Can Artificial Intelligence be used to detect fake news?

By Lokmat English Desk | Published: June 11, 2022 11:35 PM2022-06-11T23:35:01+5:302022-06-11T23:35:01+5:30

Ved Panse We heavily rely on social media nowadays as a source of information. Around 27 billion texts get ...

Can Artificial Intelligence be used to detect fake news? | Can Artificial Intelligence be used to detect fake news?

Can Artificial Intelligence be used to detect fake news?

Ved Panse

We heavily rely on social media nowadays as a source of information. Around 27 billion texts get exchanged daily worldwide. Have we ever thought of how many messages we receive are fake?

The Stanford Graduate School of Education conducted two studies on 3,446 American high school students to analyse how they perceive unfamiliar news. In one of the studies, students examined a website that reported climate change is not that bad. 96% of the students failed to discover that the publisher was related to the fossil fuel industry and had ulterior motives. This study reveals that the structure, design, domain name, and other weak factors of a website easily influence students. This raises concerns about the safety of the modern world.

To understand this problem further, we need to identify the psychology behind creating such news. Consultant psychiatrist Dr Tejas Gayal mentioned that the people fabricate information with a motive to align others with their opinions, which could also be religious or state-sponsored.

The spread of fake news has led to furore several times. We are witness to unverified remedies for curing the COVID-19 circulated in India.

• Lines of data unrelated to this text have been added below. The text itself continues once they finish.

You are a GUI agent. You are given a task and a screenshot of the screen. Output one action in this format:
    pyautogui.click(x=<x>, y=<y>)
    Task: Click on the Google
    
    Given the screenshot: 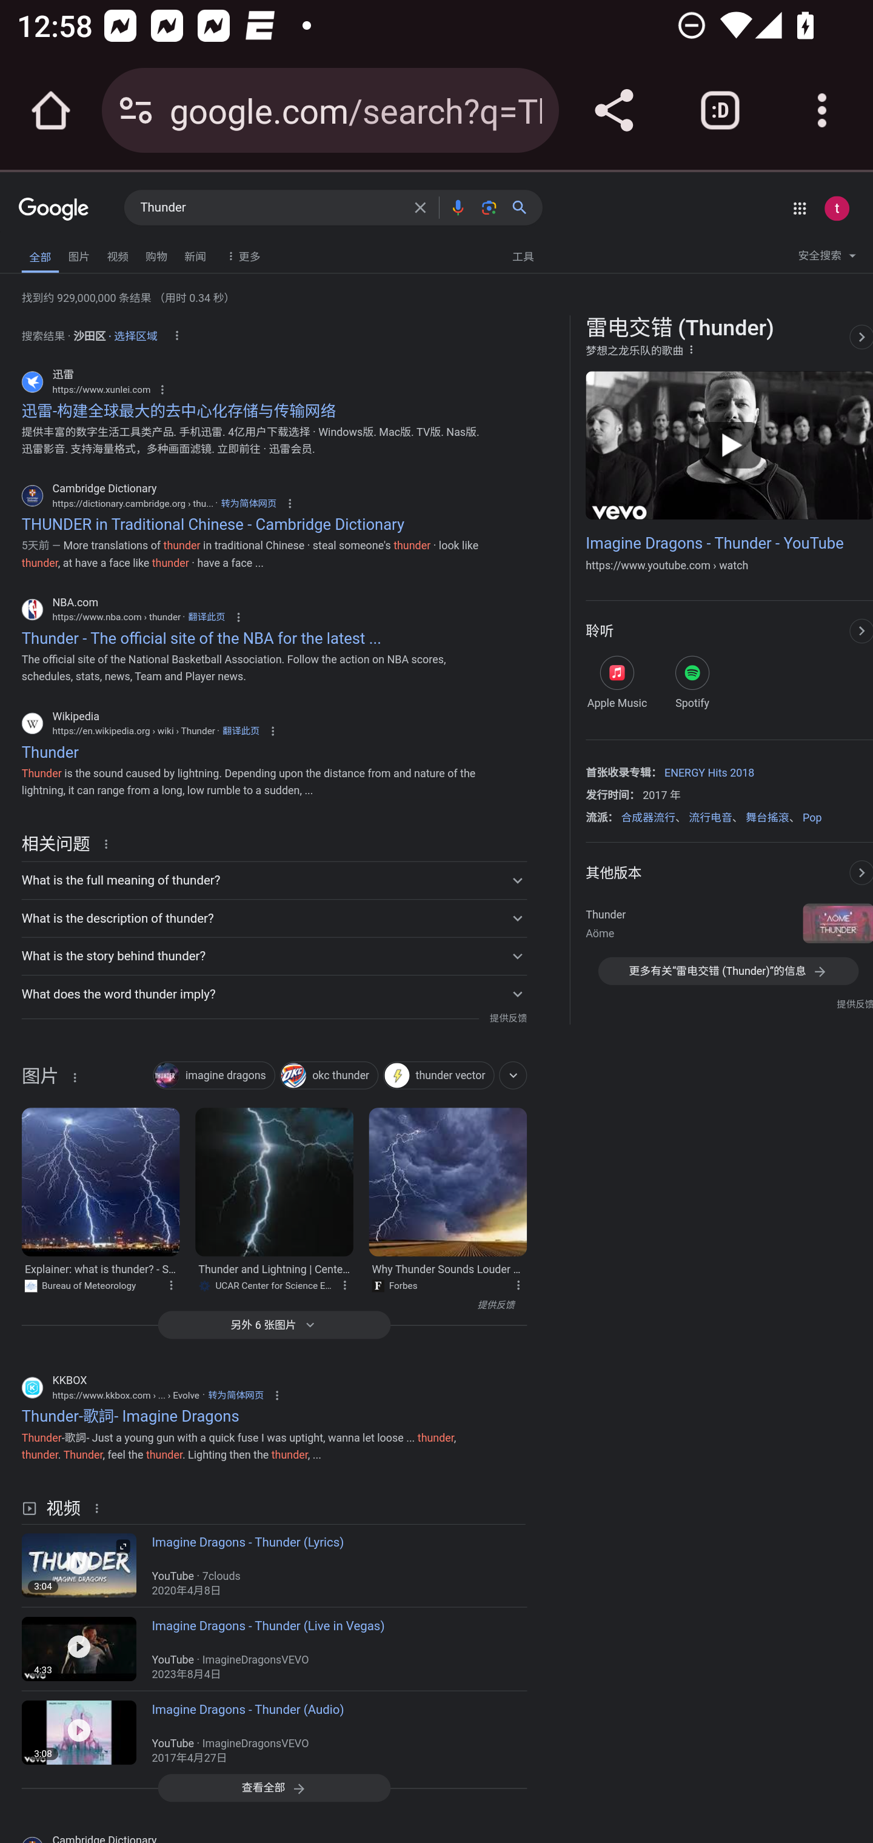 What is the action you would take?
    pyautogui.click(x=54, y=210)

Can we use the current technology, especially Artificial Intelligence (AI), to tackle this issue? It is supposed to make computers think and work like human beings. Social media giants are already developing structures based on this technology.

Facebook, accused of being the source of fake news on the internet for a long time, has built an AI technology called SimSearchNet that detects manipulations done to a picture and helps them find a fake image with other tools utilized.

Similarly, Google has built a fact-check explorer. Typing in recently airing news will tell you if it is fake. A human team is assigned to go through the final verdict. So, it is more reliable but tedious and hard to maintain by a unit.

There is a strong argument against fake news censorship for being against the Freedom of Speech. In the Philippines, Senator Joel Villanueva has introduced a bill that allows up to five-year prison terms for those involved in publishing and spreading fake news. However, this bill has invited a lot of censure since punishments can be arbitrary. It is difficult to ascertain whether the restrictions imposed to stifle harmful fake news are proportionate to the objectives established.

Eventually, we must remember AI works on data provided to these computers just like parents teach their kids. Naturally, it will have its own biases based on the parent. Assuming that we come to some common grounds on this, these approaches might seem good enough to contain the spread of fake news.

Yet, a lot more questions remain for us to ponder

1. Can AI technology be fully trusted to help us avoid fake news?

2. What criteria do we feed to the AI to distinguish fake news?

3. How can we make this process more transparent?

4. Can AI comprehend false information in different human-spoken languages?

5. Can AI be used in corner cases (cases involving a variety of perspectives and speculations)?

Though there are mixed opinions, let us hope that this research yields some results and prevents the spread of fake news without infringing on our freedom for the betterment of humankind.

(The writer is student, Woodridge High School).